Explicit racism
Apr. 21st, 2012 10:56 amCharles Moore writes on Abu Qatada:
"Most people would agree, however unenthusiastically, that our fellow citizens should be protected by whatever rights our laws provide, even when they are persistently criminal. They must have fair trials, legal representation, sentences that do not exceed the stated dose, and so on. But, outside those London postal codes where human rights lawyers cluster more thickly than pigeons in Trafalgar Square, I have scarcely met anyone who thinks we owe comparable legal duties to every foreigner who washes up on these shores."
I have commented:
Extraordinary. Is Mr Moore actually saying that the right to a fair trial, the presumption of innocence, the right to legal representation, and so on, should not apply to people of foreign birth?
I am ashamed of what my country has become.
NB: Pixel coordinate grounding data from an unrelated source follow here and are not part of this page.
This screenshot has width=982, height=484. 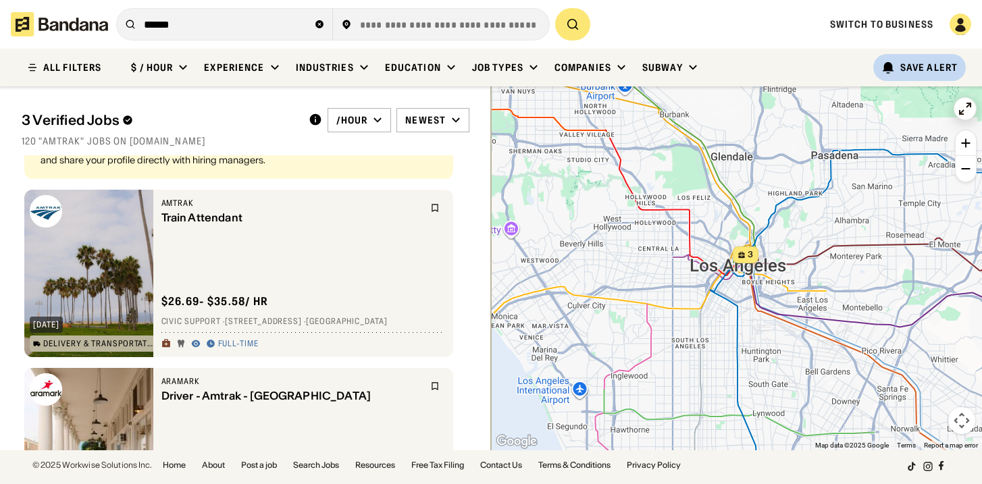 What do you see at coordinates (234, 68) in the screenshot?
I see `div: Experience` at bounding box center [234, 68].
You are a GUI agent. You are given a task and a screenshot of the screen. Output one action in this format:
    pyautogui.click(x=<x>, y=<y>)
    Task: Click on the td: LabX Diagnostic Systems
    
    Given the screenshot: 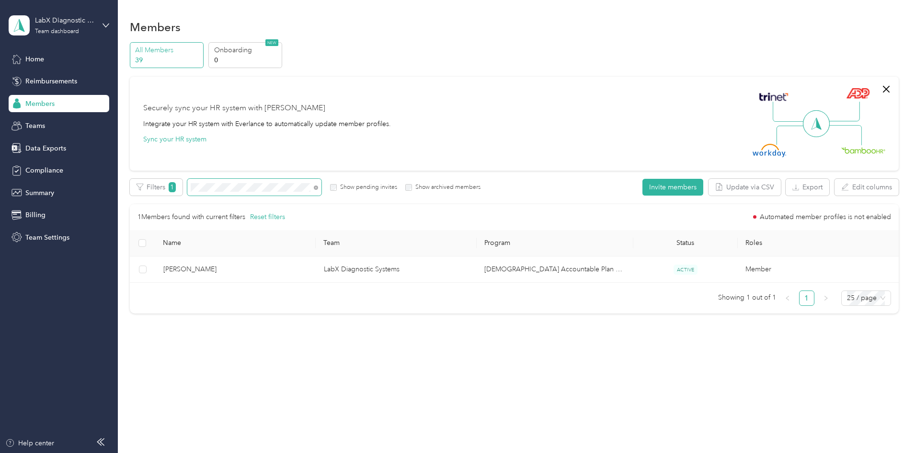 What is the action you would take?
    pyautogui.click(x=396, y=269)
    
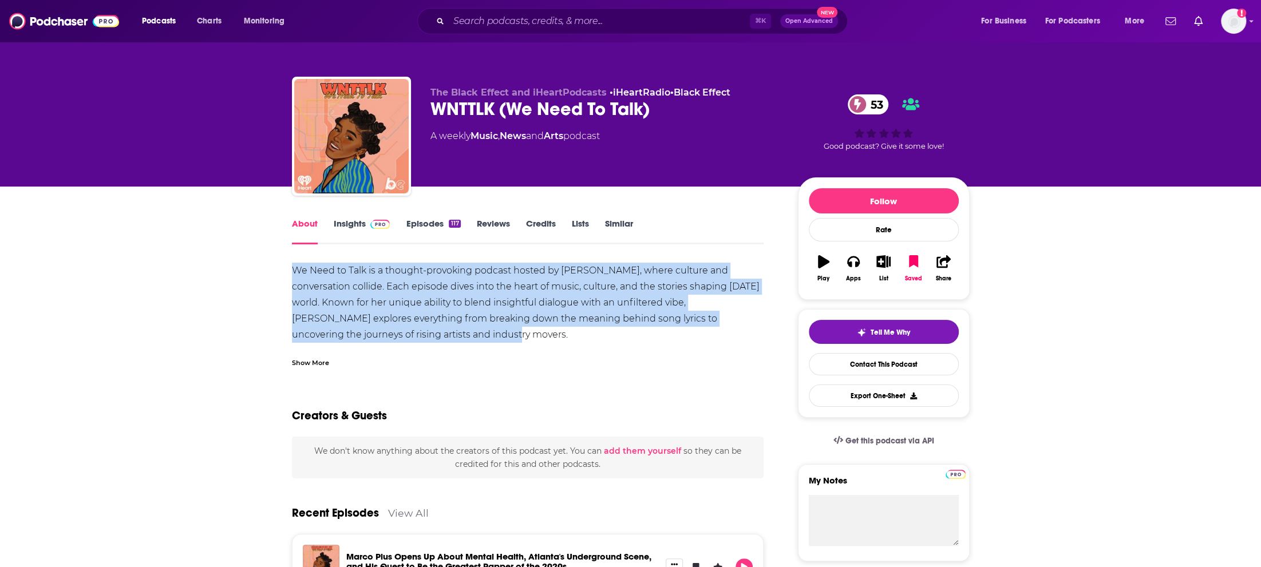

"Most people would agree, however unenthusiastically, that our fellow citizens should be protected by whatever rights our laws provide, even when they are persistently criminal. They must have fair trials, legal representation, sentences that do not exceed the stated dose, and so on. But, outside those London postal codes where human rights lawyers cluster more thickly than pigeons in Trafalgar Square, I have scarcely met anyone who thinks we owe comparable legal duties to every foreigner who washes up on these shores."
I have commented:
Extraordinary. Is Mr Moore actually saying that the right to a fair trial, the presumption of innocence, the right to legal representation, and so on, should not apply to people of foreign birth?
I am ashamed of what my country has become.